The Monty Python star, Terry Jones’ two children launched a legal battle against his second wife, alleging he lacked ‘mental capacity’ when he wrote his last will and left her their £2.8m London home before dying from dementia. The Welsh-born comedian passed away last year at the age of 77, nine years after his second marriage to Anna Soderstrom, age 38. Yup!
The last will in question was drafted in 2016, the same year that Jones announced that he was diagnosed with a form of dementia where symptoms get progressively worse over time.
So, how would this heir dispute over the primary residence fair in the Sunshine State?

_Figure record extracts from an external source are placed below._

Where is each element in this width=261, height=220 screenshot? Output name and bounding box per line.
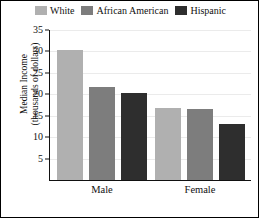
- bars-layer: [1, 18, 260, 219]
- group-label-female: Female: [185, 184, 216, 196]
- legend-entry-african-american: African American: [81, 5, 168, 16]
- legend-swatch-african-american-icon: [81, 6, 93, 15]
- bar-female-african-american: [187, 109, 213, 180]
- legend-entry-hispanic: Hispanic: [175, 5, 226, 16]
- legend-swatch-hispanic-icon: [175, 6, 187, 15]
- legend-label-african-american: African American: [96, 5, 168, 16]
- legend-label-hispanic: Hispanic: [190, 5, 226, 16]
- group-label-male: Male: [91, 184, 113, 196]
- bar-male-african-american: [89, 87, 115, 180]
- bar-female-hispanic: [219, 124, 245, 180]
- bar-male-hispanic: [121, 93, 147, 180]
- bar-female-white: [155, 108, 181, 180]
- bar-male-white: [57, 50, 83, 180]
- plot-area: Median Income (thousands of dollars) 353…: [1, 18, 260, 219]
- chart-figure: White African American Hispanic Median I…: [0, 0, 259, 218]
- legend-label-white: White: [50, 5, 74, 16]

Readers of this blog know that as a general rule, you may not disinherit your spouse from the primary residence. This is an old law, intended to protect spouses from each other. If you are married, even if the deed in only in your name, the spouse is entitled to at least a life estate in the property. If you have children from a previous marriage, the property reverts back to the children when the second spouse dies. This is not the case if husband and wife own the property jointly (as husband and wife or as joint tenants with rights of survivor ship). In that case, the spouse gets the property outright at the death of the first spouse. Our analysis is if the property is held in one married person’s name alone.
Had the two been Floridians, and only Jones was on the deed, Soderstrom (wifey #2) would be entitled to a life estate in the property; she gets the property while she’s alive and then at her passing the property would go to his children.
As to the mental capacity question, hopefully there is an attorney out there that can show that they administered a competency test, and the kids will have an uphill battle (in Florida) to show that dad lacked capacity for a last will.
There you have it folks, it’s not easy to disinherit your spouse, especially from the primary residence. Let me know if I got you thinking about your estate plan and you have a question for me.